The Bubbly Chatter: Bus etiquette is no mystery. I picked up on most of it on just a few trips. The most important thing is to sit down, don't take up two seats, and don't talk to anyone else. Nobody wants to chat; everyone would prefer to travel in peace. But one afternoon, the bus stops at Carnegie Mellon, and the most enthusiastic traveler ever to ride the bus bounded aboard. This spritely young lady decked out in pink (not kidding) hops up the stairs and announces, "HI EVERYONE!" (cue uncomfortable shifting of eyes from passengers) The girl makes her way past me, saying hello to everyone she passes. She finally stops next to a middle aged woman who, as far as I could tell, had no prior relationship with her. She proceeds to tell this unlucky soul about her entire personal history: "You know, I don't normally take the bus home on Mondays, because I normally go to the library on Mondays to study. But today I wanted to go home to study because there's a marathon of Gossip Girl on tonight, and I need to catch up on last season. There's just no time to study and catch on your shows, you know? I'm studying psychology but I just don't know if I can handle the advanced classes that deal with social disorders. Can you believe that there are people out there you can't understand basic social mores?"

The Mad Bomber: This seedy passenger comes aboard wearing a gray hoodie pulled up over his balding head.
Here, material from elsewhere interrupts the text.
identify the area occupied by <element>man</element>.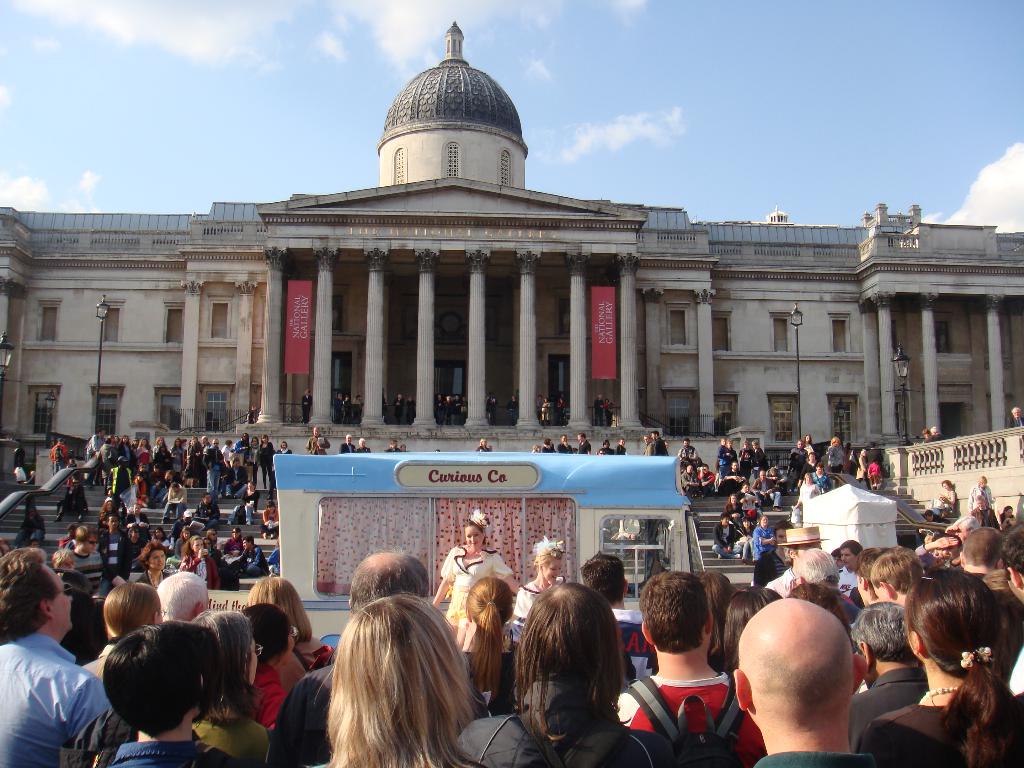
Area: 452,396,461,423.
His remaining hair is matted and stringy. He's wearing sunglasses at dusk and sporting a long black trenchcoat. He's carrying a tattered and very full bookbag. He sits down and stares blankly out the front window. To say that the collective mood of the passengers shifted to "unnerved" would be an understatement. Fortunately, the suspicious gentleman traveled to his destination without incident.
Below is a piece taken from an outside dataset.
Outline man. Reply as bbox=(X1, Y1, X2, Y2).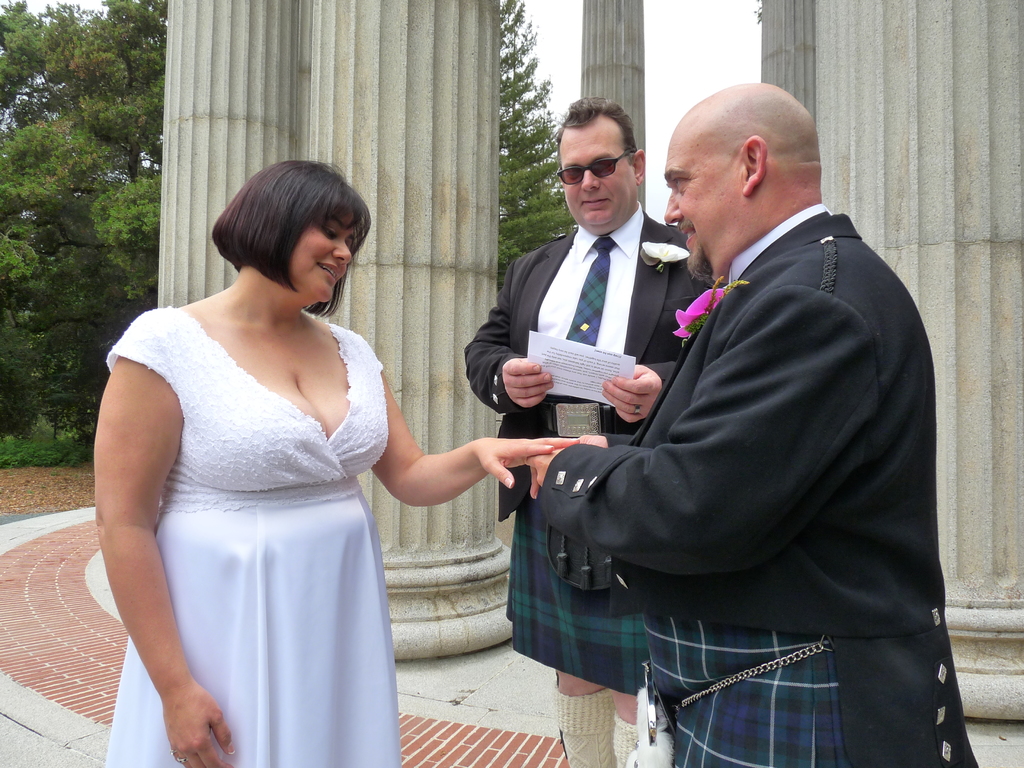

The Comic Book Pedophile: Another instance of criminal profiling. Young children are hardly rare on the bus, and most people pay them no mind even if they're being noisy and unpleasant. This particular young boy was happily absorbed in some sort of nondescript comic book (I didn't recognize the title anyway). Everyone ignored him except for one bespectacled bearded man in his thirties wearing sweatpants and a windbreaker. He comes over and sits down next to the young lad and proceeds to inform him of his sizable comic book collection and explains that he has a rare issue of Spiderman encased in glass "at my mom's house." The man embodied his own trope. The mother eyed him suspiciously, but he seemed so genuinely interested in the boy's comic book that no one could be sure of any questionable intentions. Still, what kind of grown man has engaging conversations with random six-year-olds about comic books while riding a bus (you know... aside from Batmite)?

And on a related note:

I also go jogging/walking in nearby Frick Park from time to time, and the oddballs creep through there as well. Last Monday, I encountered two such yahoos. The first was a carbon copy of the Comic Book Pedophile, complete with beard and thick glasses. Except this guy was wearing a black shirt with the words "HAN SHOT FIRST" emblazoned on the front. If you don't know what that means, you probably get laid on a regular basis.
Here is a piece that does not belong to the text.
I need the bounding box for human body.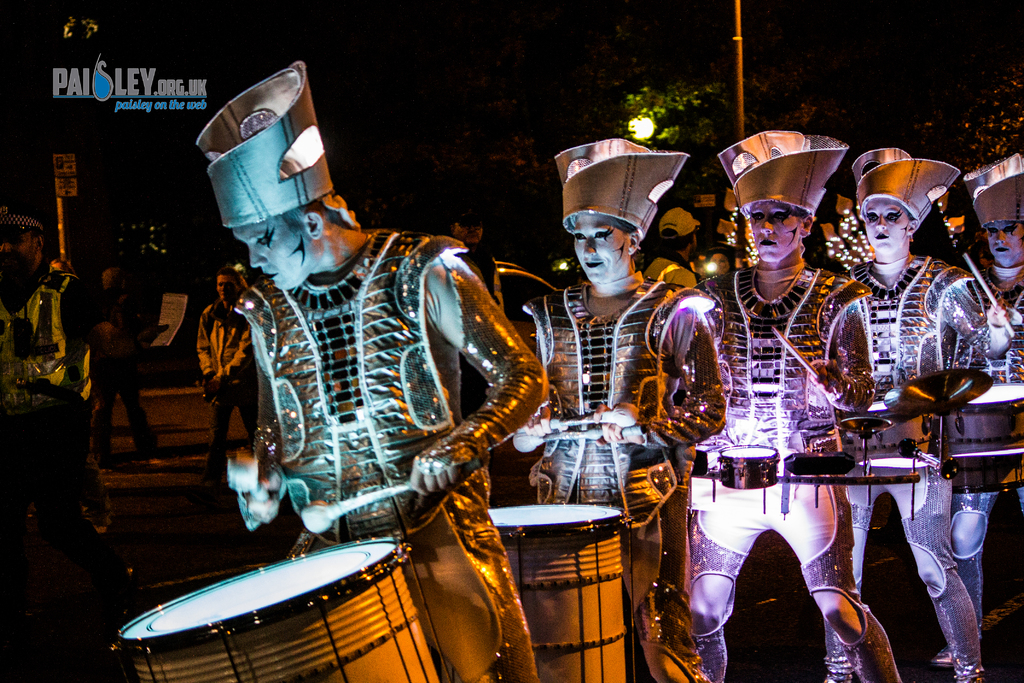
Here it is: [left=929, top=261, right=1023, bottom=672].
On the SAME TRIP, I'm jogging back toward my car, and I see a man wandering off the main trail carrying a spade shovel and a very large cumbersome white sack. He sets down the sack about fifty yards into the woods and proceeds to dig into the ground. I wanted no part of witnessing whatever this fellow was trying so unsuccessfully to hide, so I continued on my way. I have no desire to be a helpful informant.

Pittsburgh's got a colorful cast of characters. No wonder my family's from this city.

--------------------------------
"So these people live here?"
"This is a bus. People use it to get places that they need to go."